Evayne turned to the fire and the frightened boy who sat, mouth agape, at its side. Her movement freed him; he grabbed an iron poker and held it like a club, while he braced his back against the wall. “I mean you no harm,” she said softly. The light at her hands became white, and whiter still, as the words, soothing and soft, left her lips. “Sleep in peace; I mean you no harm; nothing will hurt you.”
The boy’s lids began to drop as did the iron he held, each covering a gentle arc toward its destination. He slid down, inch by inch, until he sat, legs sprawled, on the floor. His breathing was deep and perfectly even.
Gilliam rose in that instant, but not to attack; he found his clothing in the scant light and began to put it on. “Go join the dogs,” he told the wild girl.

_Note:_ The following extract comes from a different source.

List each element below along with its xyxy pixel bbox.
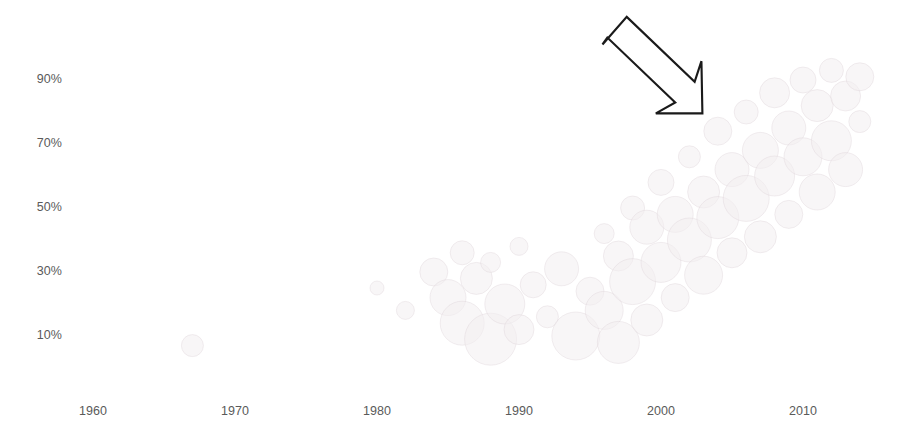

“No.” Evayne raised one slender hand. Command was in the single word, but no magic; Espere halted at the door and looked askance at her master. She was not uncomfortable in the presence of this sorceress; indeed, she seemed to be in high spirits at the sight of magic, as if magic’s use was familiar to her. “I’ve come to guide you across the river. Send the dogs ahead; no one will stop them if they do not travel with you.”
“I will not leave—”
“I cannot guarantee that any of you will survive the crossing; the dogs will most certainly not if they attempt it with us.” As she spoke, she drew something from out of the folds of her robe; Gilliam caught a glimpse of the darkness within the robe’s depths, and it seemed, for a moment, endless. “Do you recognize this? No, let me tell you. It is a seer’s ball. Your dogs will die if they follow our road.”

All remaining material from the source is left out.